Deadline: 15-Jan-24
The U.S. Embassy, Kingston is pleased to announce the start of the U.S. Ambassadors Fund for Cultural Preservation (AFCP) 2024 Grants Program to strengthen civil society, encourage good governance, and promote political and economic stability around the world.
The projects recommended for funding advance U.S. foreign policy goals and show respect for other cultures. Cultural preservation is effective public diplomacy that resonates deeply with opinion leaders and local communities, even in countries where ties may be otherwise limited.
Funding Areas
- The AFCP Grants Program supports the preservation of archaeological sites, historic buildings and monuments, museum collections, and forms of traditional cultural expression, such as indigenous languages and crafts. Appropriate project activities may include:
- Anastylosis (reassembling a site from its original parts)
- Conservation (addressing damage or deterioration to an object or site)
- Consolidation (connecting or reconnecting elements of an object or site)
- Documentation (recording in analog or digital format the condition and salient features of an object, site, or tradition)
- Inventory (listing of objects, sites, or traditions by location, feature, age, or other unifying characteristic or state)
- Preventive Conservation (addressing conditions that threaten or damage a site, object, collection, or tradition)
- Restoration (replacing missing elements to recreate the original appearance of an object or site, usually appropriate only with fine arts, decorative arts, and historic buildings)
- Stabilization (reducing the physical disturbance of an object or site)
Funding Information
- Award will range from $10,000 to $500,000.
Funding Priorities
- Some of the most successful AFCP projects have been designed as part of a greater Public Diplomacy programming arc promoting specific U.S. policy goals and host-country or community goals. Accordingly, in FY 2024, preference will be given to projects that do one or more of the following:
- Directly support U.S. treaty or bilateral agreement obligations.
- Directly support U.S. policies, strategies and objectives in a country as stated in the National Security Strategy, Integrated Country Strategy, or other U.S. government planning documents.
- Support disaster risk reduction for cultural heritage in disaster-prone or politically and economically unstable areas or post-disaster cultural heritage recovery.
- Complement other ECA or public diplomacy programs.
Criteria
- AFCP does not support the following activities or costs, and the Center will deem applications requesting AFCP support for any of these activities or costs ineligible:
- Preservation or purchase of privately or commercially owned cultural objects, collections, or real property, including those whose transfer from private or commercial to public ownership is envisioned, planned, or in process but not complete at the time of application.
- Preservation of natural heritage (physical, biological, and geological formations, paleontological collections, habitats of threatened species of animals and plants, fossils, etc.) unless the natural heritage has a cultural heritage connection or dimension.
- Preservation of hominid or human remains.
- Preservation of news media (newspapers, newsreels, radio and TV programs, etc.).
- Preservation of published materials available elsewhere (books, periodicals, etc.).
- Development of curricula or educational materials for classroom use.
- Archaeological excavations or exploratory surveys for research purposes.
- Historical research, except in cases where the research is justifiable and integral to the success of the proposed project.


> **WHAT NEEDS TO BE DONE**:
Every line of the data below should be repeated exactly, and no picture should be copied.

> **INPUT**:
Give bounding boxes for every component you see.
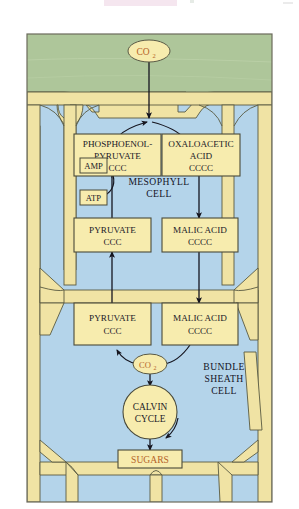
co2-bundle-subscript: 2 (154, 365, 157, 371)
wall-left-interior-stem (64, 105, 76, 285)
oaa-formula: CCCC (189, 163, 213, 173)
node-co2-bundle-sheath: CO 2 (133, 354, 167, 374)
node-malic-acid-mesophyll: MALIC ACID CCCC (162, 218, 238, 252)
bundle-sheath-line1: BUNDLE (203, 361, 244, 372)
co2-top-label: CO (136, 47, 149, 57)
wall-middle-horizontal (40, 290, 258, 303)
mesophyll-line2: CELL (146, 188, 172, 199)
node-atp: ATP (80, 190, 107, 205)
node-amp: AMP (80, 158, 107, 173)
oaa-line1: OXALOACETIC (168, 139, 233, 149)
sugars-label: SUGARS (131, 454, 169, 465)
malic-meso-line1: MALIC ACID (173, 225, 227, 235)
node-malic-acid-bundle-sheath: MALIC ACID CCCC (162, 303, 238, 345)
wall-right-interior-stem (222, 105, 234, 285)
calvin-line1: CALVIN (133, 402, 168, 412)
pep-formula: CCC (108, 163, 126, 173)
atp-label: ATP (86, 193, 102, 203)
c4-photosynthesis-diagram: CO 2 PHOSPHOENOL- PYRUVATE CCC OXALOACET… (0, 0, 299, 509)
wall-left-edge (27, 105, 40, 502)
pyruvate-meso-formula: CCC (103, 237, 121, 247)
oaa-line2: ACID (190, 151, 213, 161)
bundle-sheath-line3: CELL (211, 385, 237, 396)
node-pyruvate-bundle-sheath: PYRUVATE CCC (74, 303, 151, 345)
pep-line1: PHOSPHOENOL- (83, 139, 152, 149)
illustration-body: CO 2 PHOSPHOENOL- PYRUVATE CCC OXALOACET… (27, 34, 272, 502)
pyruvate-meso-line1: PYRUVATE (89, 225, 136, 235)
malic-meso-formula: CCCC (188, 237, 212, 247)
wall-bottom-mid-stem (150, 475, 162, 502)
co2-top-subscript: 2 (152, 52, 155, 59)
wall-right-edge (258, 105, 272, 502)
malic-bundle-line1: MALIC ACID (173, 313, 227, 323)
pyruvate-bundle-formula: CCC (103, 326, 121, 336)
node-sugars: SUGARS (118, 450, 182, 468)
co2-bundle-label: CO (139, 360, 151, 370)
amp-label: AMP (84, 161, 103, 171)
malic-bundle-formula: CCCC (188, 326, 212, 336)
node-pyruvate-mesophyll: PYRUVATE CCC (74, 218, 151, 252)
bundle-sheath-line2: SHEATH (204, 373, 243, 384)
node-calvin-cycle: CALVIN CYCLE (123, 385, 177, 439)
calvin-line2: CYCLE (135, 414, 166, 424)
node-co2-top: CO 2 (128, 40, 170, 62)
node-oxaloacetic-acid: OXALOACETIC ACID CCCC (162, 134, 240, 176)
pyruvate-bundle-line1: PYRUVATE (89, 313, 136, 323)
mesophyll-line1: MESOPHYLL (128, 176, 189, 187)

> **RESULT**:
Give bounding boxes for every component you see.
co2-bundle-subscript: 2 (154, 365, 157, 371)
wall-left-interior-stem (64, 105, 76, 285)
oaa-formula: CCCC (189, 163, 213, 173)
node-co2-bundle-sheath: CO 2 (133, 354, 167, 374)
node-malic-acid-mesophyll: MALIC ACID CCCC (162, 218, 238, 252)
bundle-sheath-line1: BUNDLE (203, 361, 244, 372)
co2-top-label: CO (136, 47, 149, 57)
wall-middle-horizontal (40, 290, 258, 303)
mesophyll-line2: CELL (146, 188, 172, 199)
node-atp: ATP (80, 190, 107, 205)
node-amp: AMP (80, 158, 107, 173)
oaa-line1: OXALOACETIC (168, 139, 233, 149)
sugars-label: SUGARS (131, 454, 169, 465)
malic-meso-line1: MALIC ACID (173, 225, 227, 235)
node-malic-acid-bundle-sheath: MALIC ACID CCCC (162, 303, 238, 345)
wall-right-interior-stem (222, 105, 234, 285)
calvin-line1: CALVIN (133, 402, 168, 412)
pep-formula: CCC (108, 163, 126, 173)
atp-label: ATP (86, 193, 102, 203)
c4-photosynthesis-diagram: CO 2 PHOSPHOENOL- PYRUVATE CCC OXALOACET… (0, 0, 299, 509)
wall-left-edge (27, 105, 40, 502)
pyruvate-meso-formula: CCC (103, 237, 121, 247)
oaa-line2: ACID (190, 151, 213, 161)
bundle-sheath-line3: CELL (211, 385, 237, 396)
node-pyruvate-bundle-sheath: PYRUVATE CCC (74, 303, 151, 345)
pep-line1: PHOSPHOENOL- (83, 139, 152, 149)
illustration-body: CO 2 PHOSPHOENOL- PYRUVATE CCC OXALOACET… (27, 34, 272, 502)
pyruvate-meso-line1: PYRUVATE (89, 225, 136, 235)
malic-meso-formula: CCCC (188, 237, 212, 247)
wall-bottom-mid-stem (150, 475, 162, 502)
co2-top-subscript: 2 (152, 52, 155, 59)
wall-right-edge (258, 105, 272, 502)
malic-bundle-line1: MALIC ACID (173, 313, 227, 323)
pyruvate-bundle-formula: CCC (103, 326, 121, 336)
node-sugars: SUGARS (118, 450, 182, 468)
co2-bundle-label: CO (139, 360, 151, 370)
amp-label: AMP (84, 161, 103, 171)
malic-bundle-formula: CCCC (188, 326, 212, 336)
node-pyruvate-mesophyll: PYRUVATE CCC (74, 218, 151, 252)
bundle-sheath-line2: SHEATH (204, 373, 243, 384)
node-calvin-cycle: CALVIN CYCLE (123, 385, 177, 439)
calvin-line2: CYCLE (135, 414, 166, 424)
node-co2-top: CO 2 (128, 40, 170, 62)
node-oxaloacetic-acid: OXALOACETIC ACID CCCC (162, 134, 240, 176)
pyruvate-bundle-line1: PYRUVATE (89, 313, 136, 323)
mesophyll-line1: MESOPHYLL (128, 176, 189, 187)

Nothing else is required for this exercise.